I was very active in both movements. I can tell you categorically that the overlap was (and remains) much smaller than assumed by the general public and the political left in particular.
In other words, lots of pro-life folks are anti-gun; lots of pro-gun folks are pro-abortion. However, as you point out, there is the element of “coalition politics” at work – make enough bedfellows and they begin to resemble each other. So there is a core in each group that overlaps very much. I was (and am) one of those people.
In 2006 a question was asked if semi-automatic weapons should be allowed to be sold to the public. The qualitative result was similar in that there was no major relationship to abortion; about 15% of the public no matter their opinion on abortion favored selling semi-automatic rifles to the public.
That question is deceptive and takes advantage of the ignorance of the general public, among whom “semi-automatic” is equated with machine guns. Once what semi-automatic means is explained (one trigger pull, one bullet discharge), the support for protecting the right to buy such guns rises dramatically.
I disagree with the conclusion in the title of this post.
Something that Twinkie wrote indirectly addresses my point. The graphs of the OP present attitude toward gun laws, conditioning on attitude towards abortion. Twinkie considers both that ordering & its reverse, writing, “lots of pro-life folks are anti-gun; lots of pro-gun folks are pro-abortion.” I am going to imagine that “lots” here means “a large fraction”, and observe that they are working with different denominators. It is worth looking at the numbers both ways (i.e., conditioning on attitudes toward gun laws, and attitudes toward abortion laws) to understand any correlations.

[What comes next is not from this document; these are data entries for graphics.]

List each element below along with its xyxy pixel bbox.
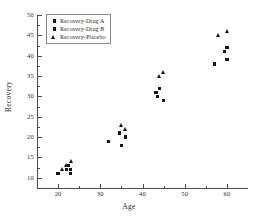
y-tick	[38, 178, 42, 179]
y-tick	[38, 76, 42, 77]
legend-item[interactable]: Recovery-Drug B	[50, 25, 106, 33]
x-tick-minor	[79, 186, 80, 188]
square-marker-icon	[118, 131, 121, 134]
y-tick-label: 30	[12, 92, 34, 99]
square-marker-icon	[162, 99, 165, 102]
x-tick	[143, 184, 144, 188]
y-tick-label: 45	[12, 31, 34, 38]
y-tick-minor	[38, 168, 40, 169]
square-marker-icon	[225, 58, 228, 61]
x-tick	[227, 184, 228, 188]
y-tick-label: 10	[12, 174, 34, 181]
x-tick	[100, 184, 101, 188]
y-tick-minor	[38, 46, 40, 47]
y-tick	[38, 56, 42, 57]
y-tick-label: 20	[12, 133, 34, 140]
triangle-marker-icon	[64, 163, 68, 167]
y-tick-minor	[38, 107, 40, 108]
square-marker-icon	[56, 172, 59, 175]
triangle-marker-icon	[69, 159, 73, 163]
square-marker-icon	[223, 50, 226, 53]
x-tick-label: 30	[88, 190, 112, 197]
legend-item[interactable]: Recovery-Drug A	[50, 17, 106, 25]
square-marker-icon	[65, 168, 68, 171]
triangle-marker-icon	[157, 74, 161, 78]
x-tick-label: 50	[173, 190, 197, 197]
y-tick-minor	[38, 147, 40, 148]
square-marker-icon	[53, 19, 56, 22]
y-tick	[38, 96, 42, 97]
y-tick-label: 35	[12, 72, 34, 79]
x-tick-label: 40	[131, 190, 155, 197]
triangle-marker-icon	[225, 29, 229, 33]
square-marker-icon	[120, 144, 123, 147]
square-marker-icon	[107, 140, 110, 143]
y-tick-label: 40	[12, 52, 34, 59]
y-tick-minor	[38, 127, 40, 128]
x-tick-minor	[121, 186, 122, 188]
square-marker-icon	[69, 168, 72, 171]
triangle-marker-icon	[216, 33, 220, 37]
scatter-plot-figure: 101520253035404550 2030405060 Recovery A…	[0, 0, 258, 223]
square-marker-icon	[158, 87, 161, 90]
y-tick	[38, 117, 42, 118]
y-tick	[38, 15, 42, 16]
triangle-marker-icon	[123, 127, 127, 131]
y-tick-minor	[38, 25, 40, 26]
x-tick-label: 60	[215, 190, 239, 197]
x-tick-label: 20	[46, 190, 70, 197]
legend-label: Recovery-Drug A	[60, 18, 104, 24]
x-tick	[58, 184, 59, 188]
x-tick-minor	[206, 186, 207, 188]
y-tick	[38, 137, 42, 138]
y-tick-minor	[38, 66, 40, 67]
legend-item[interactable]: Recovery-Placebo	[50, 33, 106, 41]
legend: Recovery-Drug ARecovery-Drug BRecovery-P…	[46, 14, 111, 44]
x-axis-title: Age	[0, 202, 258, 211]
x-tick-minor	[164, 186, 165, 188]
triangle-marker-icon	[161, 70, 165, 74]
legend-label: Recovery-Drug B	[60, 26, 104, 32]
y-tick	[38, 35, 42, 36]
y-axis-line	[37, 15, 38, 188]
square-marker-icon	[69, 172, 72, 175]
square-marker-icon	[213, 62, 216, 65]
triangle-marker-icon	[51, 35, 55, 39]
y-tick-label: 25	[12, 113, 34, 120]
y-tick	[38, 157, 42, 158]
legend-label: Recovery-Placebo	[60, 34, 106, 40]
legend-marker	[50, 33, 60, 41]
legend-marker	[50, 17, 60, 25]
y-tick-minor	[38, 86, 40, 87]
x-tick	[185, 184, 186, 188]
y-tick-label: 50	[12, 11, 34, 18]
square-marker-icon	[225, 46, 228, 49]
y-axis-title: Recovery	[4, 67, 13, 127]
square-marker-icon	[124, 135, 127, 138]
triangle-marker-icon	[60, 167, 64, 171]
x-axis-line	[37, 188, 248, 189]
square-marker-icon	[53, 27, 56, 30]
legend-marker	[50, 25, 60, 33]
square-marker-icon	[156, 95, 159, 98]
y-tick-label: 15	[12, 153, 34, 160]
square-marker-icon	[154, 91, 157, 94]
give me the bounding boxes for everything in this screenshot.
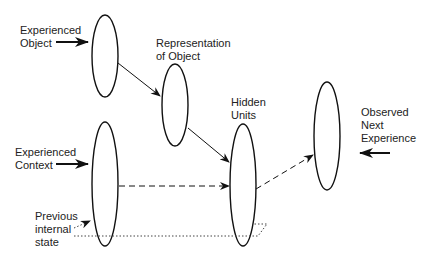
experienced-context-node <box>92 122 118 246</box>
object-to-representation-arrow <box>118 63 160 96</box>
representation-node <box>162 64 188 146</box>
observed-next-node <box>314 82 340 190</box>
label-hidden-units: Hidden Units <box>231 96 266 122</box>
representation-to-hidden-arrow <box>188 128 229 162</box>
label-experienced-context: Experienced Context <box>15 146 76 172</box>
label-previous-state: Previous internal state <box>35 210 78 249</box>
label-observed-next: Observed Next Experience <box>361 106 416 145</box>
hidden-to-observed-arrow <box>256 155 313 189</box>
hidden-units-node <box>230 124 256 246</box>
experienced-object-node <box>92 15 118 97</box>
previous-state-plane <box>74 224 267 236</box>
label-experienced-object: Experienced Object <box>20 24 81 50</box>
label-representation: Representation of Object <box>156 37 231 63</box>
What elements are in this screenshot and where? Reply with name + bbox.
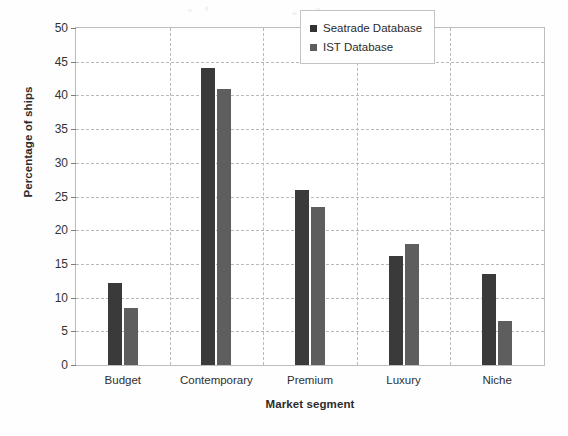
bar [295, 190, 309, 365]
y-axis-tick-label: 50 [55, 21, 68, 35]
scan-artifact [292, 12, 297, 15]
y-axis-tick-label: 45 [55, 55, 68, 69]
legend-swatch-icon [310, 25, 317, 32]
bar [124, 308, 138, 365]
y-axis-tick-label: 20 [55, 223, 68, 237]
legend-swatch-icon [310, 44, 317, 51]
x-axis-category-label: Niche [482, 374, 511, 386]
bar-group: Niche [450, 28, 544, 365]
bar-group: Budget [76, 28, 170, 365]
bar [498, 321, 512, 365]
bar-group: Luxury [357, 28, 451, 365]
bar [482, 274, 496, 365]
legend-label: Seatrade Database [323, 22, 422, 34]
bar [389, 256, 403, 365]
y-axis-tick [71, 365, 76, 366]
chart-figure: Percentage of ships 05101520253035404550… [0, 0, 568, 436]
x-axis-category-label: Budget [105, 374, 141, 386]
bar [201, 68, 215, 365]
y-axis-tick-label: 40 [55, 88, 68, 102]
y-axis-tick-label: 5 [61, 324, 68, 338]
y-axis-tick-label: 30 [55, 156, 68, 170]
bar [405, 244, 419, 365]
x-axis-category-label: Luxury [386, 374, 421, 386]
legend-item-ist: IST Database [310, 41, 425, 53]
bar [311, 207, 325, 365]
y-axis-tick-label: 0 [61, 358, 68, 372]
y-axis-tick-label: 25 [55, 190, 68, 204]
bar-group: Premium [263, 28, 357, 365]
y-axis-title: Percentage of ships [22, 52, 34, 232]
x-axis-category-label: Contemporary [180, 374, 253, 386]
plot-area: 05101520253035404550BudgetContemporaryPr… [75, 27, 545, 366]
legend-label: IST Database [323, 41, 393, 53]
bar [108, 283, 122, 365]
legend-item-seatrade: Seatrade Database [310, 22, 425, 34]
bar [217, 89, 231, 365]
bar-group: Contemporary [170, 28, 264, 365]
x-axis-title: Market segment [75, 398, 545, 410]
y-axis-tick-label: 10 [55, 291, 68, 305]
x-axis-category-label: Premium [287, 374, 333, 386]
scan-artifact [205, 6, 208, 11]
y-axis-tick-label: 15 [55, 257, 68, 271]
y-axis-tick-label: 35 [55, 122, 68, 136]
chart-legend: Seatrade Database IST Database [300, 10, 435, 64]
scan-artifact [188, 9, 192, 12]
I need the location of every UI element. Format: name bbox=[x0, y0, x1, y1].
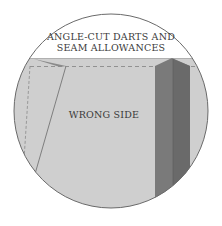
diagram-canvas: ANGLE-CUT DARTS AND SEAM ALLOWANCES WRON… bbox=[0, 0, 222, 226]
wrong-side-label: WRONG SIDE bbox=[69, 109, 139, 120]
right-dart-shadow bbox=[173, 59, 190, 226]
title-line-2: SEAM ALLOWANCES bbox=[57, 42, 166, 53]
title-line-1: ANGLE-CUT DARTS AND bbox=[46, 31, 175, 42]
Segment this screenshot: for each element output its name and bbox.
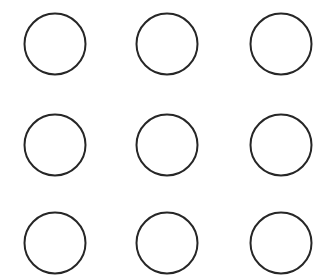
circle-grid-canvas — [0, 0, 322, 280]
canvas-background — [0, 0, 322, 280]
circle-grid-svg — [0, 0, 322, 280]
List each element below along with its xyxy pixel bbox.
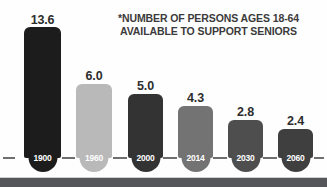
year-label: 1900 xyxy=(33,153,51,163)
chart-title-line-2: AVAILABLE TO SUPPORT SENIORS xyxy=(96,25,321,38)
bar-value-label: 4.3 xyxy=(187,91,204,105)
year-circle: 2060 xyxy=(281,143,310,172)
baseline-dash xyxy=(113,157,127,159)
year-circle: 2014 xyxy=(181,143,210,172)
year-label: 1960 xyxy=(85,153,103,163)
year-circle: 2030 xyxy=(231,143,260,172)
bar-column: 13.6 1900 xyxy=(24,0,61,187)
infographic-bar-chart: 13.6 1900 6.0 1960 5.0 2000 4.3 xyxy=(0,0,327,187)
baseline-dash xyxy=(163,157,177,159)
chart-title-line-1: *NUMBER OF PERSONS AGES 18-64 xyxy=(96,12,321,25)
bar-value-label: 5.0 xyxy=(137,79,154,93)
year-label: 2060 xyxy=(286,153,304,163)
year-circle: 1900 xyxy=(28,143,57,172)
year-label: 2030 xyxy=(236,153,254,163)
year-label: 2000 xyxy=(136,153,154,163)
baseline-dash xyxy=(3,157,15,159)
bar-value-label: 13.6 xyxy=(31,13,55,27)
baseline-dash xyxy=(213,157,227,159)
bar-value-label: 2.8 xyxy=(237,105,254,119)
baseline-dash xyxy=(263,157,277,159)
year-circle: 2000 xyxy=(131,143,160,172)
footer-strip xyxy=(0,178,327,187)
chart-title: *NUMBER OF PERSONS AGES 18-64 AVAILABLE … xyxy=(96,12,321,38)
baseline-dash xyxy=(62,157,75,159)
bar-shape xyxy=(24,27,61,158)
bar-value-label: 6.0 xyxy=(86,69,103,83)
baseline-dash xyxy=(314,157,324,159)
year-label: 2014 xyxy=(186,153,204,163)
bar-value-label: 2.4 xyxy=(287,114,304,128)
year-circle: 1960 xyxy=(80,143,109,172)
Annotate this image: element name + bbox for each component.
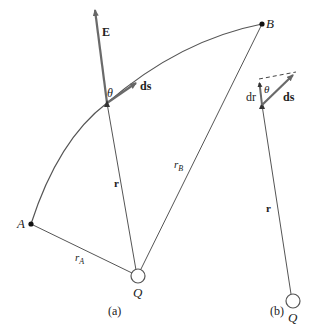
- r-line-b: [262, 105, 291, 294]
- r-line: [107, 103, 136, 270]
- caption-b: (b): [270, 304, 284, 318]
- dr-vector: [260, 83, 263, 105]
- rB-line: [141, 24, 262, 269]
- label-ds-b: ds: [283, 90, 295, 104]
- e-field-vector: [95, 10, 107, 103]
- electric-potential-diagram: E θ ds r rB rA A B Q (a) dr θ ds r: [0, 0, 319, 334]
- label-dr-text: dr: [246, 90, 256, 104]
- label-q-a: Q: [133, 285, 143, 300]
- label-dr: dr: [246, 90, 256, 104]
- panel-b: dr θ ds r Q (b): [246, 72, 300, 325]
- label-rB: rB: [174, 158, 183, 173]
- panel-a: E θ ds r rB rA A B Q (a): [16, 10, 274, 318]
- label-ds-a: ds: [140, 79, 152, 93]
- label-theta-a: θ: [107, 86, 113, 100]
- label-a-point: A: [16, 216, 25, 231]
- label-rA: rA: [75, 251, 84, 266]
- label-r-b: r: [266, 202, 271, 214]
- label-rA-sub: A: [78, 257, 84, 266]
- label-rB-sub: B: [178, 164, 183, 173]
- point-a: [28, 221, 33, 226]
- caption-a: (a): [108, 304, 121, 318]
- label-q-b: Q: [288, 310, 298, 325]
- charge-q-a: [131, 269, 145, 283]
- charge-q-b: [286, 294, 300, 308]
- label-b-point: B: [266, 16, 274, 31]
- path-curve-a-to-b: [31, 24, 262, 224]
- point-b: [259, 21, 264, 26]
- label-r-a: r: [114, 177, 119, 189]
- label-e: E: [102, 25, 110, 39]
- label-theta-b: θ: [264, 83, 270, 95]
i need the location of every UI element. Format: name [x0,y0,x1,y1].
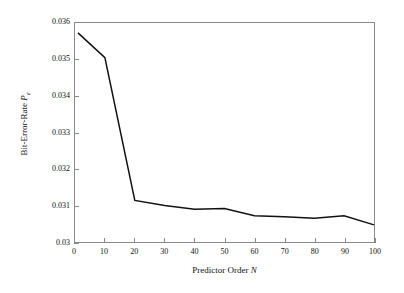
x-tick-label: 60 [251,248,259,256]
x-tick-mark [315,238,316,243]
x-tick-label: 80 [311,248,319,256]
y-tick-label: 0.036 [52,18,70,26]
y-tick-mark [74,169,79,170]
y-tick-label: 0.031 [52,202,70,210]
y-tick-mark [74,96,79,97]
x-axis-tick-labels: 0102030405060708090100 [74,248,375,260]
x-axis-title: Predictor Order N [74,265,375,275]
x-tick-mark [104,238,105,243]
y-tick-label: 0.032 [52,165,70,173]
y-tick-mark [74,22,79,23]
x-tick-mark [74,238,75,243]
x-tick-label: 40 [190,248,198,256]
x-tick-mark [194,238,195,243]
x-tick-label: 50 [221,248,229,256]
y-tick-mark [74,243,79,244]
data-series-line [75,23,374,242]
y-axis-tick-labels: 0.030.0310.0320.0330.0340.0350.036 [26,22,70,243]
y-tick-label: 0.034 [52,92,70,100]
y-tick-mark [74,133,79,134]
y-tick-label: 0.035 [52,55,70,63]
x-tick-mark [255,238,256,243]
y-tick-label: 0.03 [56,239,70,247]
x-tick-label: 90 [341,248,349,256]
x-tick-label: 20 [130,248,138,256]
x-tick-mark [225,238,226,243]
x-tick-label: 30 [160,248,168,256]
x-tick-mark [285,238,286,243]
x-axis-title-text: Predictor Order [192,265,250,275]
chart-figure: Bit-Error-Rate Pe 0.030.0310.0320.0330.0… [0,0,404,293]
x-tick-mark [345,238,346,243]
y-tick-label: 0.033 [52,129,70,137]
y-tick-mark [74,206,79,207]
x-tick-mark [164,238,165,243]
x-tick-label: 10 [100,248,108,256]
plot-area [74,22,375,243]
y-tick-mark [74,59,79,60]
x-tick-mark [134,238,135,243]
x-tick-label: 0 [72,248,76,256]
x-tick-mark [375,238,376,243]
x-axis-title-symbol: N [251,265,257,275]
x-tick-label: 100 [369,248,381,256]
x-tick-label: 70 [281,248,289,256]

Clicking on the GSS link above and considering GUNLAW vs. ABANY (2010<=year<=2017), the column percentages (i.e., percentage within each response to gunlaw who feel one way or the other about abortion) are: … I cannot get the table to format nicely so I will lay it out in a different format:
NB: The question for GUNLAW is "Would you favor or oppose a law which would require a person to obtain a police permit before he or she could buy a gun?"
The question for ABANY is " Please tell me whether or not you think it should be possible for a pregnant woman to obtain a legal abortion if the woman wants it for any reason?"
Conditioning on GUNLAW
46.4% of those who Favor GUNLAW say Yes to ABANY
53.6% of those who Favor GUNLAW say No to ABANY
38.5% of those who Oppose GUNLAW say Yes to ABANY
61.5% of those who Oppose GUNLAW say No to ABANY
All statistically significant at the 0.05 level (so the sample is large enough to consider the differences between adjacent cells in the same row as not likely due to sampling error but reflecting something real in the underlying population.)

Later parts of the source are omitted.